White-throated sparrows serenade with age-old song,
thrushes industriously scratch leaf litter,
ravens wing their way over Payne Hill.

Exuberant fingers point, youthful laughter explodes,
and Olmsted's vision is realized.

by Margaret Bednar, July 10, 2015


I remember crying when I was about 7 years old over a balloon I had "befriended" for days and then seeing this short film in middle school years later.  The impression of this film has never left me.

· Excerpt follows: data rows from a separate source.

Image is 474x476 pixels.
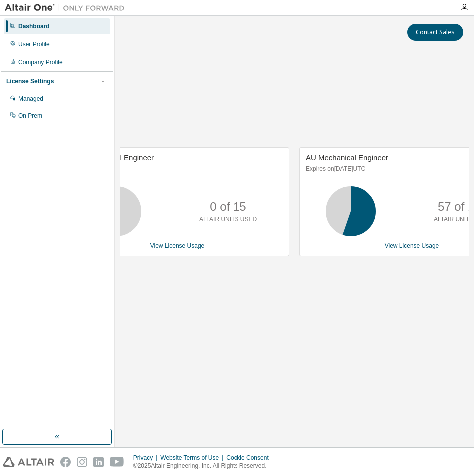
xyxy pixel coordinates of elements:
div: Privacy [133,454,160,461]
div: Cookie Consent [226,454,274,461]
button: Contact Sales [407,24,463,41]
p: No Expiration [71,165,280,173]
div: On Prem [18,112,42,119]
img: linkedin.svg [94,457,104,467]
a: View License Usage [385,242,439,249]
div: Dashboard [18,22,50,31]
img: instagram.svg [77,457,87,467]
p: ALTAIR UNITS USED [199,215,257,224]
div: Website Terms of Use [160,454,226,461]
img: altair_logo.svg [3,457,54,467]
p: 0 of 15 [210,198,246,215]
div: Managed [18,95,44,103]
p: © 2025 Altair Engineering, Inc. All Rights Reserved. [133,461,275,470]
div: License Settings [6,77,54,85]
img: youtube.svg [110,457,124,467]
div: Company Profile [18,58,63,66]
span: AU Mechanical Engineer [306,153,389,162]
a: View License Usage [150,242,205,249]
div: User Profile [18,41,50,48]
img: Altair One [5,3,130,13]
img: facebook.svg [61,457,71,467]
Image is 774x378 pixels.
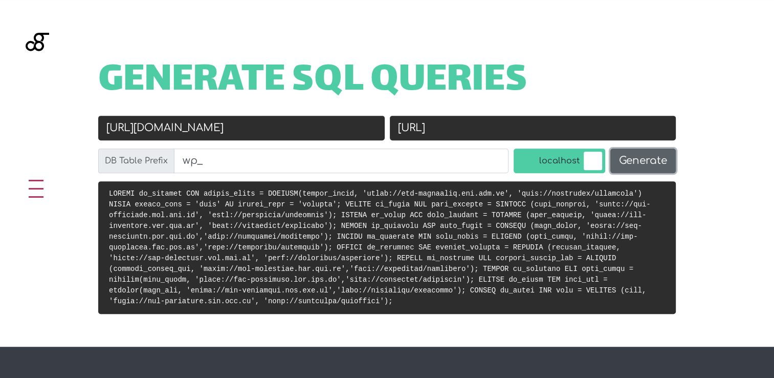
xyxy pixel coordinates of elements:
img: Blackgate [26,33,49,110]
input: New URL [390,116,677,140]
input: Old URL [98,116,385,140]
button: Generate [611,148,676,173]
span: Generate SQL Queries [98,66,528,97]
label: localhost [514,148,605,173]
input: wp_ [174,148,509,173]
label: DB Table Prefix [98,148,175,173]
code: LOREMI do_sitamet CON adipis_elits = DOEIUSM(tempor_incid, 'utlab://etd-magnaaliq.eni.adm.ve', 'q... [109,189,651,305]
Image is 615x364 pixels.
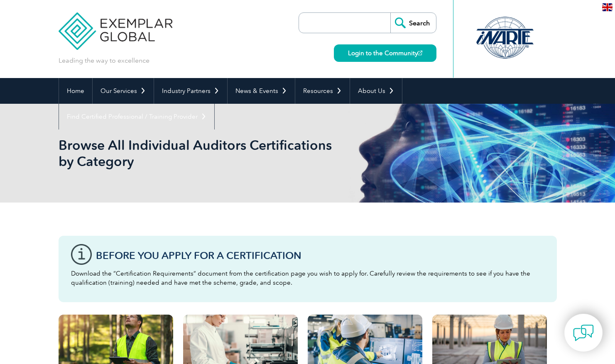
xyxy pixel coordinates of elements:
[334,44,436,62] a: Login to the Community
[154,78,227,104] a: Industry Partners
[602,4,612,11] img: en
[59,78,92,104] a: Home
[390,13,436,33] input: Search
[573,323,593,343] img: contact-chat.png
[418,50,422,55] img: open_square.png
[59,137,377,169] h1: Browse All Individual Auditors Certifications by Category
[350,78,402,104] a: About Us
[71,269,544,287] p: Download the “Certification Requirements” document from the certification page you wish to apply ...
[92,78,154,104] a: Our Services
[96,250,544,260] h3: Before You Apply For a Certification
[59,104,214,130] a: Find Certified Professional / Training Provider
[295,78,349,104] a: Resources
[227,78,295,104] a: News & Events
[59,56,149,65] p: Leading the way to excellence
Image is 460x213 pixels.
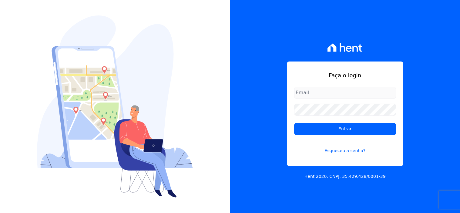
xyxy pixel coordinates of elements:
[294,71,396,79] h1: Faça o login
[294,123,396,135] input: Entrar
[294,140,396,154] a: Esqueceu a senha?
[37,15,193,198] img: Login
[305,173,386,180] p: Hent 2020. CNPJ: 35.429.428/0001-39
[294,87,396,99] input: Email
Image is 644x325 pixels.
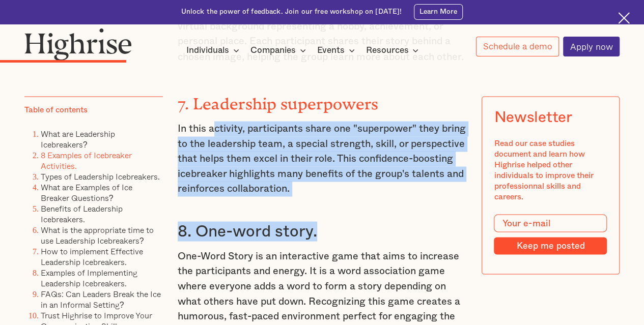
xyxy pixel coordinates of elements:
[494,109,571,127] div: Newsletter
[41,203,123,225] a: Benefits of Leadership Icebreakers.
[366,44,408,56] div: Resources
[178,222,467,242] h3: 8. One-word story.
[41,267,137,290] a: Examples of Implementing Leadership Icebreakers.
[24,28,132,61] img: Highrise logo
[187,44,229,56] div: Individuals
[494,238,607,254] input: Keep me posted
[250,44,296,56] div: Companies
[317,44,344,56] div: Events
[563,37,620,56] a: Apply now
[41,128,115,151] a: What are Leadership Icebreakers?
[178,121,467,196] p: In this activity, participants share one "superpower" they bring to the leadership team, a specia...
[250,44,309,56] div: Companies
[494,138,607,203] div: Read our case studies document and learn how Highrise helped other individuals to improve their p...
[414,4,463,20] a: Learn More
[41,181,132,204] a: What are Examples of Ice Breaker Questions?
[41,149,132,172] a: 8 Examples of Icebreaker Activities.
[24,104,88,116] div: Table of contents
[187,44,243,56] div: Individuals
[41,170,160,183] a: Types of Leadership Icebreakers.
[178,94,379,104] strong: 7. Leadership superpowers
[41,224,154,247] a: What is the appropriate time to use Leadership Icebreakers?
[476,37,559,56] a: Schedule a demo
[41,288,161,311] a: FAQs: Can Leaders Break the Ice in an Informal Setting?
[181,7,402,16] div: Unlock the power of feedback. Join our free workshop on [DATE]!
[41,246,143,269] a: How to implement Effective Leadership Icebreakers.
[618,13,629,24] img: Cross icon
[366,44,422,56] div: Resources
[494,215,607,255] form: Modal Form
[317,44,358,56] div: Events
[494,215,607,233] input: Your e-mail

I have been gone for over a week visiting my son in Brooklyn.  I thoroughly enjoy Prospect Park and am quite smitten with its creator, Frederick Law Olmsted.  Purchased a six volume set of his letters and it is quite a walk through the history of his time.  He was a man of many passions, the most known his "foresight of how large American cities would become and his designs for parks and suburbs to enhance the lives of their future inhabitants" (Central Park perhaps being his most famous - but arguably not his greatest achievement)  Niagara Falls, Capital Building, Boston's "Emerald Necklace" and so much more.  He was a journalist for the budding "New York (daily) Times and traveled to the South and became a leading writer against the institution of slavery in America.

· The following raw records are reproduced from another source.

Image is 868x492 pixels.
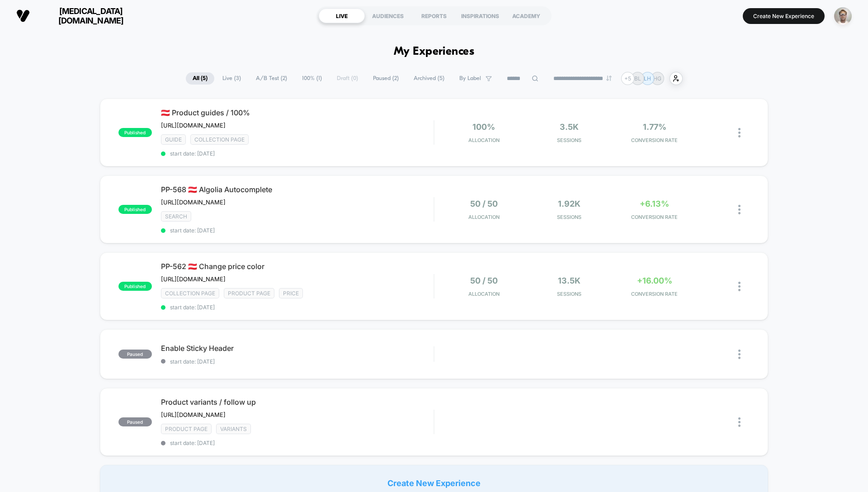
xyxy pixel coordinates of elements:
[161,150,434,157] span: start date: [DATE]
[529,214,610,220] span: Sessions
[394,45,475,59] h1: My Experiences
[469,214,500,220] span: Allocation
[161,343,434,353] span: Enable Sticky Header
[161,211,191,221] span: SEARCH
[739,128,741,137] img: close
[16,9,30,23] img: Visually logo
[161,288,220,298] span: COLLECTION PAGE
[643,122,667,131] span: 1.77%
[161,411,226,418] span: [URL][DOMAIN_NAME]
[653,75,661,82] p: HG
[614,291,695,297] span: CONVERSION RATE
[470,276,498,285] span: 50 / 50
[529,291,610,297] span: Sessions
[558,199,580,209] span: 1.92k
[191,134,248,145] span: COLLECTION PAGE
[640,199,669,209] span: +6.13%
[739,281,741,291] img: close
[644,75,651,82] p: LH
[161,440,434,446] span: start date: [DATE]
[249,72,294,85] span: A/B Test ( 2 )
[365,9,411,23] div: AUDIENCES
[407,72,451,85] span: Archived ( 5 )
[161,185,434,194] span: PP-568 🇦🇹 Algolia Autocomplete
[119,417,152,426] span: paused
[606,75,612,81] img: end
[366,72,405,85] span: Paused ( 2 )
[529,137,610,143] span: Sessions
[36,6,145,26] span: [MEDICAL_DATA][DOMAIN_NAME]
[224,288,275,298] span: product page
[319,9,365,23] div: LIVE
[215,72,248,85] span: Live ( 3 )
[634,75,641,82] p: BL
[739,205,741,214] img: close
[739,349,741,359] img: close
[13,6,148,26] button: [MEDICAL_DATA][DOMAIN_NAME]
[161,423,211,434] span: product page
[469,291,500,297] span: Allocation
[614,137,695,143] span: CONVERSION RATE
[469,137,500,143] span: Allocation
[161,358,434,365] span: start date: [DATE]
[473,122,495,131] span: 100%
[161,397,434,407] span: Product variants / follow up
[739,417,741,427] img: close
[161,275,226,283] span: [URL][DOMAIN_NAME]
[186,72,214,85] span: All ( 5 )
[503,9,549,23] div: ACADEMY
[295,72,329,85] span: 100% ( 1 )
[119,205,152,214] span: published
[161,227,434,234] span: start date: [DATE]
[459,75,481,82] span: By Label
[622,72,634,85] div: + 5
[560,122,579,131] span: 3.5k
[457,9,503,23] div: INSPIRATIONS
[119,349,152,358] span: paused
[161,199,226,206] span: [URL][DOMAIN_NAME]
[558,276,580,285] span: 13.5k
[614,214,695,220] span: CONVERSION RATE
[161,134,186,145] span: GUIDE
[161,262,434,271] span: PP-562 🇦🇹 Change price color
[161,122,226,129] span: [URL][DOMAIN_NAME]
[279,288,303,298] span: PRICE
[119,128,152,137] span: published
[470,199,498,209] span: 50 / 50
[161,304,434,310] span: start date: [DATE]
[119,281,152,291] span: published
[411,9,457,23] div: REPORTS
[832,7,855,26] button: ppic
[637,276,673,285] span: +16.00%
[216,423,251,434] span: VARIANTS
[161,108,434,117] span: 🇦🇹 Product guides / 100%
[834,7,852,25] img: ppic
[743,8,825,24] button: Create New Experience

PBS has an excellent series on him - Designing America - if you are so inclined to search it out.

This is linked with "Imaginary Garden with Real Toads - The Edge - what will we never outgrow?"  I hope I never outgrow a childlike wonder for nature and a belief that anything is possible.

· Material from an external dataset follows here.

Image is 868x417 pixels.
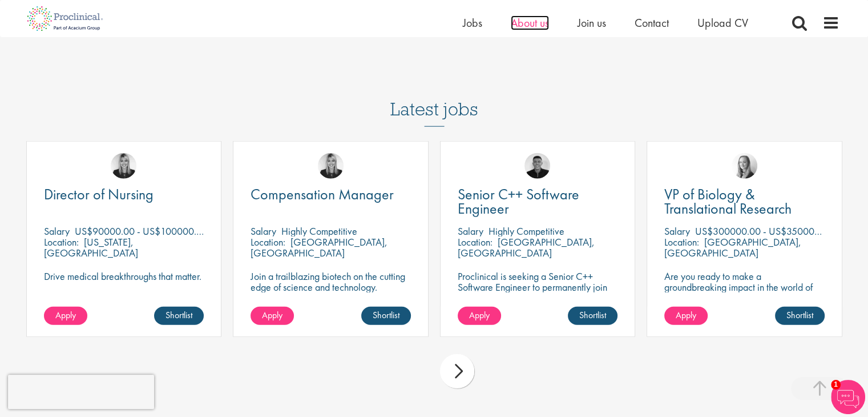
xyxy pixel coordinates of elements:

An interesting article HERE, with an excerpt I snatched below. It explains the title "Greensward" a bit.

The "Pastoral" Style

Olmsted used the style of the Beautiful—or as he usually called it, the pastoral—to create a sense of the peacefulness of nature and to sooth and restore the spirit. The Pastoral style was the basic mode of his park designs, which he intended to serve as the setting for "unconscious or indirect recreation." The chief purpose of a park, he taught, was "an effect on the human organism by an action of what it presents to view, which action, like that of music, is of a kind that goes back of thought, and cannot be fully given the form of words."11 In such designs there were broad spaces of greensward, broken occasionally by groves of trees. The boundary was indistinct, due to the "obscurity of detail further away" produced by the uneven line and intricate foliage of the trees on the edge of the open space. In other parts the reflection of foliage by bodies of water introduced another element of intricacy and indistinctness. The effect was reminiscent of parks on estates that Olmsted had seen in England, and it was the image of the rich turf of that country, which he described as "green, dripping, glistening, gorgeous," when he first saw it, that remained for him the model of the Pastoral style.